The River-Friendly Program is a joint partnership of the Watershed Institute, the New Jersey Water Supply Authority and the Raritan Headwaters Association, plus program partner the Rahway River Watershed Association. The River-Friendly Program focuses on four areas: water quality management, water conservation, wildlife habitat enhancement, and education and outreach.

It includes segments for businesses, schools, residents, community partners and yes, golf courses.

According to Marcinek, the fact that the committee had planned five courses presented an additional challenge.

“We have five courses in five different locations,” he says. “One of them is in the mountains. It’s heavily forested. It was harder to find areas to naturalize than at Neshanic, where we already had 75 acres of naturalized areas. (At Warrenbrook) there’s a shopping center parking lot that feeds into an irrigation pond. We don’t have that challenge at any other course.

“But most of our practices, our watering practices, our plant protection practices, are the same everywhere. We hand water as much as possible and use wetting agents everywhere. We put rain barrels all around the clubhouses. When we had some ideas for the first one, Quail Brook, we tried to put them on the other courses to make it easier for the superintendent.”

If the process sounds a lot like Audubon International’s Cooperative Sanctuary certification, then so it is, as Marcinek knows all too well.

Two commission courses – Neshanic Valley and Quail Brook – are Audubon certified, which “has always been a goal of mine,” Marcinek says.

“There are some similarities,” he says. “It’s the right thing to do, and we were already doing it for the most part, so we decided to document it and show it off. We’re not overstaffed, but we have the people and resources to take the time to do it. We have time in the winter, in the off months, to document what we’re doing. As a county, a municipality … we’re under intense scrutiny all the time anyway.

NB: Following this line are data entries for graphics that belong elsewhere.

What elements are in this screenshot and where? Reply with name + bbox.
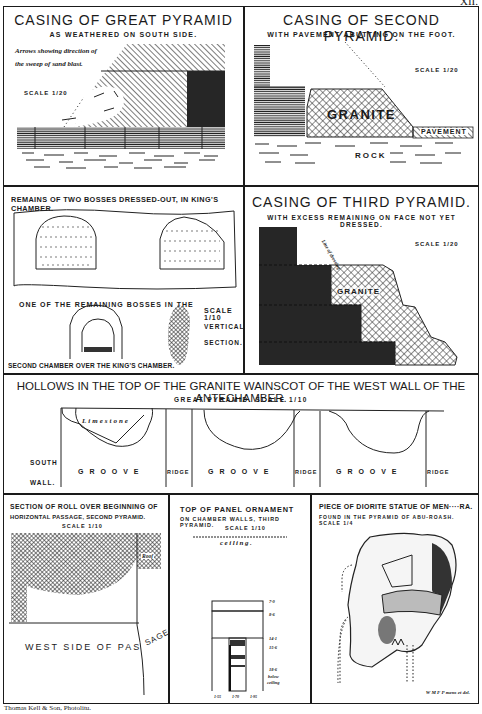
dim-bottom-3: 1·95: [250, 694, 257, 699]
panel-diorite-statue: PIECE OF DIORITE STATUE OF MEN····RA. FO…: [312, 495, 478, 702]
section-line-2: SECTION.: [204, 339, 243, 346]
panel-hollows: HOLLOWS IN THE TOP OF THE GRANITE WAINSC…: [4, 375, 478, 493]
segment-ridge-3: RIDGE: [427, 469, 449, 475]
scale-label: SCALE 1/10: [204, 307, 243, 321]
dim-bottom-2: 1·70: [232, 694, 239, 699]
segment-groove-2: G R O O V E: [208, 468, 270, 475]
caption-top: ONE OF THE REMAINING BOSSES IN THE: [19, 301, 194, 308]
dim-5: 18·6: [269, 667, 277, 672]
label-granite: GRANITE: [327, 107, 396, 122]
hollows-drawing: [4, 375, 478, 493]
dim-4: 15·6: [269, 645, 277, 650]
dim-3: 14·1: [269, 636, 277, 641]
segment-ridge-2: RIDGE: [295, 469, 317, 475]
panel-roll-section: SECTION OF ROLL OVER BEGINNING OF HORIZO…: [4, 495, 168, 702]
segment-groove-1: G R O O V E: [78, 468, 140, 475]
section-line-1: VERTICAL: [204, 323, 245, 330]
south-wall-line-1: SOUTH: [30, 459, 58, 466]
dim-ceiling: ceiling: [267, 680, 280, 685]
segment-groove-3: G R O O V E: [336, 468, 398, 475]
caption-bottom: SECOND CHAMBER OVER THE KING'S CHAMBER.: [8, 362, 174, 369]
panel-third-pyramid-casing: CASING OF THIRD PYRAMID. WITH EXCESS REM…: [245, 187, 478, 373]
segment-ridge-1: RIDGE: [167, 469, 189, 475]
dim-1: 7·0: [269, 599, 275, 604]
dim-below: below: [268, 674, 279, 679]
label-west-side: WEST SIDE OF PAS: [25, 642, 141, 652]
dim-bottom-1: 1·55: [214, 694, 221, 699]
third-pyramid-casing-drawing: [245, 187, 478, 373]
label-roof: Roof: [141, 553, 154, 559]
great-pyramid-casing-drawing: [4, 7, 243, 185]
label-granite: GRANITE: [337, 287, 380, 296]
diorite-statue-drawing: [312, 495, 478, 702]
engraver-credit: Thomas Kell & Son, Photolitu.: [4, 704, 91, 712]
label-ceiling: ceiling.: [220, 539, 253, 547]
panel-bosses: REMAINS OF TWO BOSSES DRESSED-OUT, IN KI…: [4, 187, 243, 373]
signature: W M F P mens et del.: [426, 690, 470, 695]
dim-2: 8·6: [269, 612, 275, 617]
panel-great-pyramid-casing: CASING OF GREAT PYRAMID AS WEATHERED ON …: [4, 7, 243, 185]
label-pavement: PAVEMENT: [420, 128, 468, 135]
panel-ornament: TOP OF PANEL ORNAMENT ON CHAMBER WALLS, …: [170, 495, 310, 702]
ornament-drawing: [170, 495, 310, 702]
panel-second-pyramid-casing: CASING OF SECOND PYRAMID. WITH PAVEMENT …: [245, 7, 478, 185]
south-wall-line-2: WALL.: [30, 479, 55, 486]
roll-section-drawing: [4, 495, 168, 702]
label-limestone: Limestone: [82, 417, 130, 425]
label-rock: ROCK: [352, 151, 390, 160]
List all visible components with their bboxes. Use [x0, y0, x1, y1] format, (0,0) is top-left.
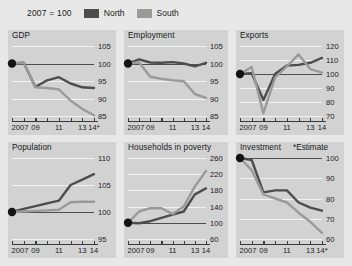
- x-axis-tick: [59, 241, 60, 244]
- x-axis-tick: [184, 118, 185, 121]
- y-axis-tick-label: 120: [326, 42, 339, 51]
- x-axis-tick-label: 14*: [88, 123, 99, 132]
- y-axis-tick-label: 95: [98, 77, 106, 86]
- x-axis-tick: [299, 241, 300, 244]
- y-axis-tick-label: 105: [210, 42, 223, 51]
- chart-panel: Employment859095100105200709111314: [124, 30, 228, 135]
- x-axis-tick: [206, 241, 207, 244]
- x-axis-tick: [240, 118, 241, 121]
- origin-marker-dot: [124, 59, 132, 67]
- y-axis-tick-label: 140: [210, 202, 223, 211]
- y-axis-tick-label: 105: [98, 42, 111, 51]
- y-axis-tick-label: 110: [98, 154, 110, 163]
- x-axis-tick-label: 09: [259, 123, 267, 132]
- series-line-north: [240, 158, 322, 211]
- x-axis-tick-label: 14: [90, 246, 98, 255]
- x-axis-tick-label: 2007: [128, 123, 145, 132]
- y-axis-tick-label: 100: [210, 59, 223, 68]
- x-axis-tick: [206, 118, 207, 121]
- panel-title: Households in poverty: [128, 143, 211, 152]
- x-axis-tick-label: 13: [191, 123, 199, 132]
- y-axis-tick-label: 100: [326, 154, 339, 163]
- legend-base-label: 2007 = 100: [27, 8, 72, 18]
- x-axis-line: [240, 121, 326, 122]
- x-axis-tick: [24, 241, 25, 244]
- legend-swatch-north: [84, 9, 99, 18]
- panel-title: Exports: [240, 31, 268, 40]
- x-axis-tick-label: 11: [283, 123, 291, 132]
- x-axis-tick: [252, 241, 253, 244]
- y-axis-tick-label: 90: [210, 94, 218, 103]
- x-axis-tick: [299, 118, 300, 121]
- gridline: [240, 116, 322, 117]
- x-axis-tick: [128, 241, 129, 244]
- chart-panel: Exports708090100110120200709111314: [236, 30, 344, 135]
- y-axis-tick-label: 105: [98, 181, 111, 190]
- x-axis-tick: [240, 241, 241, 244]
- y-axis-tick-label: 85: [210, 112, 218, 121]
- plot-area: 708090100110120: [240, 46, 322, 116]
- legend-label-south: South: [157, 8, 179, 18]
- series-lines: [128, 46, 206, 116]
- x-axis-tick: [263, 241, 264, 244]
- x-axis-tick: [71, 241, 72, 244]
- series-line-north: [12, 174, 94, 212]
- series-line-south: [128, 63, 206, 98]
- panel-title: GDP: [12, 31, 30, 40]
- y-axis-tick-label: 60: [326, 235, 334, 244]
- series-lines: [12, 158, 94, 239]
- y-axis-tick-label: 90: [98, 94, 106, 103]
- x-axis-tick-label: 11: [55, 123, 63, 132]
- x-axis-tick-label: 11: [169, 246, 177, 255]
- x-axis-tick: [35, 118, 36, 121]
- x-axis-line: [128, 244, 210, 245]
- x-axis-tick: [310, 241, 311, 244]
- x-axis-line: [12, 121, 98, 122]
- plot-area: 859095100105: [12, 46, 94, 116]
- x-axis-tick: [47, 118, 48, 121]
- series-lines: [12, 46, 94, 116]
- y-axis-tick-label: 60: [210, 235, 218, 244]
- x-axis-tick-label: 13: [306, 246, 314, 255]
- x-axis-tick-label: 2007: [12, 123, 29, 132]
- gridline: [128, 239, 206, 240]
- x-axis-tick: [252, 118, 253, 121]
- y-axis-tick-label: 70: [326, 214, 334, 223]
- panel-title: Investment: [240, 143, 281, 152]
- y-axis-tick-label: 90: [326, 84, 334, 93]
- chart-panel: Population95100105110200709111314: [8, 142, 116, 258]
- x-axis-tick: [82, 118, 83, 121]
- series-line-north: [240, 58, 322, 100]
- x-axis-tick: [173, 241, 174, 244]
- y-axis-tick-label: 110: [326, 56, 338, 65]
- x-axis-tick: [59, 118, 60, 121]
- x-axis-tick: [195, 118, 196, 121]
- x-axis-tick: [94, 118, 95, 121]
- y-axis-tick-label: 90: [326, 174, 334, 183]
- x-axis-tick-label: 2007: [240, 123, 257, 132]
- x-axis-tick-label: 14*: [316, 246, 327, 255]
- y-axis-tick-label: 100: [210, 218, 223, 227]
- x-axis-tick: [94, 241, 95, 244]
- y-axis-tick-label: 95: [98, 235, 106, 244]
- x-axis-tick-label: 09: [31, 246, 39, 255]
- x-axis-tick: [322, 118, 323, 121]
- x-axis-tick-label: 14: [202, 246, 210, 255]
- x-axis-tick: [12, 118, 13, 121]
- x-axis-line: [240, 244, 326, 245]
- origin-marker-dot: [8, 208, 16, 216]
- x-axis-tick: [287, 241, 288, 244]
- series-lines: [240, 46, 322, 116]
- chart-figure: 2007 = 100 North South GDP85909510010520…: [0, 0, 352, 266]
- gridline: [12, 116, 94, 117]
- x-axis-tick: [12, 241, 13, 244]
- chart-panel: GDP859095100105200709111314*: [8, 30, 116, 135]
- y-axis-tick-label: 100: [98, 208, 111, 217]
- x-axis-tick-label: 09: [259, 246, 267, 255]
- x-axis-tick: [35, 241, 36, 244]
- y-axis-tick-label: 80: [326, 98, 334, 107]
- series-lines: [240, 158, 322, 239]
- plot-area: 95100105110: [12, 158, 94, 239]
- plot-area: 859095100105: [128, 46, 206, 116]
- x-axis-tick-label: 13: [78, 246, 86, 255]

“And the majority of our golfers appreciate it. We found out early on that we were a little overzealous in naturalizing some areas, and we had to scale that back, but it’s all been well received. We have signs — monarch (butterfly) signs, river-friendly signs — all over the courses. We’ve promoted environmental awareness at times, and they’ve tolerated it, and they’re proud of it.”


Andrew Hartsock is Editor-in-Chief of GCM.